How bad can the residential housing market get?

With all the discussion about the foreclosure crisis in the media and on business networks, there can be some confusion about how bad the situation is in the housing market. The media has an admitted big government bias, so it is often quite difficult to separate truth from propaganda, especially in times of economic crisis.

Unfortunately, the foreclosure problem is actually a bit more serious than the media makes it out to be. They are only focusing on the foreclosure crisis and how homeowners and lenders are affected during the credit crunch, while ignoring many other related issues.

The housing market was filled with inflated money and easy credit for at least the decade from 1997 to 2007, and began to accelerate after the “mini-recession” of 2001-2002. A residential real estate bubble was inflated to keep the party going after the collapse of tech stocks, and now there are no markets left to inflate.

The Federal Reserve has been lowering interest rates for the past six months, but this hasn’t helped homeowners save money on their reset adjustable-rate mortgages. Any money they “save” by having mortgage payments lower than expected, but higher than what they originally paid at the teaser rate, does not reflect actual money savings, but simply an opportunity cost. If rates had stayed higher, they would have to pay more, but the expiration of the teaser rate is causing them to pay more anyway, just “less more.”

Also, lower interest rates mean that the dollar is devaluing and the costs of imported goods (and anything made with imported goods as inputs) will rise. Everything that is made with oil has been going up, like plastic items and items that need to be transported around the world and across the country. Trucking companies are feeling this pain especially acutely, as the price of diesel has been above $4.00 a gallon for some time now, closely followed by gasoline.

Homeowners are also seeing food prices rise in the US and around the world, with riots and general shortages in some Third World countries already happening, and rice shortages reported in the US. The dollar is becoming less and less valuable, so producers of real goods like food raise their prices or produce crops that are worth more like ethanol to fuel pickup trucks than food to feed families.

In this inflationary economic environment, homeowners with a mortgage payment that has increased by 50%, with a 30% increase in the cost of feeling their car in a year, and a 20% increase in the cost of feed your family in a year, you may be running into some real trouble. A total personal financial collapse is likely the loss of a job or a medical emergency for families already living on the edge.

But even if homeowners fall behind on all their bills, the banks and the government won’t do anything to help people; in fact, quite the opposite has been happening. The Federal Reserve is bailing out the banks with billions of dollars freshly printed every week now, and this inflates the money even more, driving up costs even more, pushing more homeowners into foreclosure as they struggle with rising costs. food, energy and health care.

But with the free money banks receive, they have no incentive to work with homeowners to come up with payment plans, mortgage modifications, or other programs that stop home foreclosures. The biggest banks know they can sit back, do nothing, let the foreclosure process take over, and offset their losses with help from the Federal Reserve, paid for courtesy of the people whose homes were robbed.

Things are bad in the housing market, and will remain so at least until the summer of 2009, if not much longer, when the mortgages that reset will have mostly adjusted by then. But by then, how much will gasoline cost? Seven dollars a gallon? How much will the food cost? Will there be enough to feed everyone? And how will people be able to pay for transportation or food, when their mortgage payment has almost doubled?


Action item —
From the first line to the last, give the records again exactly and skip the pictures.

Figure content listings —
__________
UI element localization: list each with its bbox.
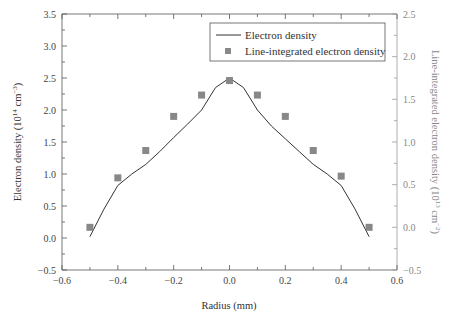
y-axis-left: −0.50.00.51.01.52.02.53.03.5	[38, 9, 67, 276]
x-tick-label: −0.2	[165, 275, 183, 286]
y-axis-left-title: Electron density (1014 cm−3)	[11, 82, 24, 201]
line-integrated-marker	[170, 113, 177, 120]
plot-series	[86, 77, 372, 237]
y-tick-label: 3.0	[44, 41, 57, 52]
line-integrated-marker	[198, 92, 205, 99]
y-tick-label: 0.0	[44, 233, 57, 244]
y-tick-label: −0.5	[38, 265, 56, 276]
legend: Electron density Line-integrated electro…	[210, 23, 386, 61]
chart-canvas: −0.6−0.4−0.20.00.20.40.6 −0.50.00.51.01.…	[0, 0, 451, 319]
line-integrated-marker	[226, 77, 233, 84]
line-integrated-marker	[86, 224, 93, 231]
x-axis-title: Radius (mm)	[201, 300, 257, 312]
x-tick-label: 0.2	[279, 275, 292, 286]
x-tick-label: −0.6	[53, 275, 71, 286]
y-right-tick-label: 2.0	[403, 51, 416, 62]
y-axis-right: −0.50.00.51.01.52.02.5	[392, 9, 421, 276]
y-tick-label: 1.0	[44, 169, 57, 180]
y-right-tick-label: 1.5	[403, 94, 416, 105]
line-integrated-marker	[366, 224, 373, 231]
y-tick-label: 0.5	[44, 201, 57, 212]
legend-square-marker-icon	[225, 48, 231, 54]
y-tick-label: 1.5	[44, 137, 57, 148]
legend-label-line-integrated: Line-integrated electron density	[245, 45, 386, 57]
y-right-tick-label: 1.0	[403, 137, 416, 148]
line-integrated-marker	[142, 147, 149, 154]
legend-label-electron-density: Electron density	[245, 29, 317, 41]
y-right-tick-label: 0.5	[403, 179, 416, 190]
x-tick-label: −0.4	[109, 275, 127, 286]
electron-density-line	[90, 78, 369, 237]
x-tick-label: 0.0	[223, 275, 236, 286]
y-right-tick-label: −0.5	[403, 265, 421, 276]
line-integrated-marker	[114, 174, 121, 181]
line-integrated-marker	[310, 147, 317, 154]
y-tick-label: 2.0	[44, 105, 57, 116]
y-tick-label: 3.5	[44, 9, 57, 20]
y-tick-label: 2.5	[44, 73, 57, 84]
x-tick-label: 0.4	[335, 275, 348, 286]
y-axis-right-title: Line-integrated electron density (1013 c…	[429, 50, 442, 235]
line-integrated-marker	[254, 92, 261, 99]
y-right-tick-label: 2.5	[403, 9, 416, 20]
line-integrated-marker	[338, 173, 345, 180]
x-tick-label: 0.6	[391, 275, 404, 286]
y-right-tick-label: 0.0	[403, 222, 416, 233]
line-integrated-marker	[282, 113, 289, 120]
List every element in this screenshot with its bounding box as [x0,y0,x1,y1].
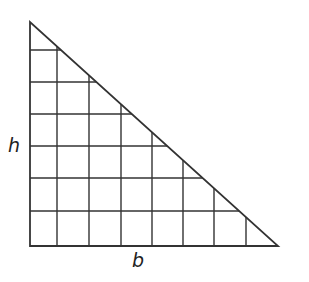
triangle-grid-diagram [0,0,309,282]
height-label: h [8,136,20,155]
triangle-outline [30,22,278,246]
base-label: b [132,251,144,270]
__________
Output for this exercise —
UI element localization: list each with its bbox.
y-axis-left: −0.50.00.51.01.52.02.53.03.5	[38, 9, 67, 276]
x-tick-label: −0.2	[165, 275, 183, 286]
y-axis-left-title: Electron density (1014 cm−3)	[11, 82, 24, 201]
line-integrated-marker	[170, 113, 177, 120]
plot-series	[86, 77, 372, 237]
y-tick-label: 3.0	[44, 41, 57, 52]
line-integrated-marker	[198, 92, 205, 99]
y-tick-label: 0.0	[44, 233, 57, 244]
y-tick-label: −0.5	[38, 265, 56, 276]
legend: Electron density Line-integrated electro…	[210, 23, 386, 61]
chart-canvas: −0.6−0.4−0.20.00.20.40.6 −0.50.00.51.01.…	[0, 0, 451, 319]
line-integrated-marker	[226, 77, 233, 84]
line-integrated-marker	[86, 224, 93, 231]
x-axis-title: Radius (mm)	[201, 300, 257, 312]
x-tick-label: 0.2	[279, 275, 292, 286]
x-tick-label: −0.6	[53, 275, 71, 286]
y-right-tick-label: 2.0	[403, 51, 416, 62]
y-axis-right: −0.50.00.51.01.52.02.5	[392, 9, 421, 276]
y-tick-label: 1.0	[44, 169, 57, 180]
y-right-tick-label: 1.5	[403, 94, 416, 105]
line-integrated-marker	[366, 224, 373, 231]
y-tick-label: 0.5	[44, 201, 57, 212]
legend-square-marker-icon	[225, 48, 231, 54]
y-tick-label: 1.5	[44, 137, 57, 148]
legend-label-line-integrated: Line-integrated electron density	[245, 45, 386, 57]
y-right-tick-label: 1.0	[403, 137, 416, 148]
line-integrated-marker	[142, 147, 149, 154]
legend-label-electron-density: Electron density	[245, 29, 317, 41]
y-right-tick-label: 0.5	[403, 179, 416, 190]
x-tick-label: −0.4	[109, 275, 127, 286]
electron-density-line	[90, 78, 369, 237]
x-tick-label: 0.0	[223, 275, 236, 286]
y-right-tick-label: −0.5	[403, 265, 421, 276]
line-integrated-marker	[114, 174, 121, 181]
line-integrated-marker	[310, 147, 317, 154]
y-tick-label: 2.0	[44, 105, 57, 116]
y-tick-label: 3.5	[44, 9, 57, 20]
y-tick-label: 2.5	[44, 73, 57, 84]
x-tick-label: 0.4	[335, 275, 348, 286]
y-axis-right-title: Line-integrated electron density (1013 c…	[429, 50, 442, 235]
line-integrated-marker	[254, 92, 261, 99]
y-right-tick-label: 2.5	[403, 9, 416, 20]
line-integrated-marker	[338, 173, 345, 180]
x-tick-label: 0.6	[391, 275, 404, 286]
y-right-tick-label: 0.0	[403, 222, 416, 233]
line-integrated-marker	[282, 113, 289, 120]
List every element in this screenshot with its bounding box as [x0,y0,x1,y1].
triangle-grid-diagram [0,0,309,282]
height-label: h [8,136,20,155]
triangle-outline [30,22,278,246]
base-label: b [132,251,144,270]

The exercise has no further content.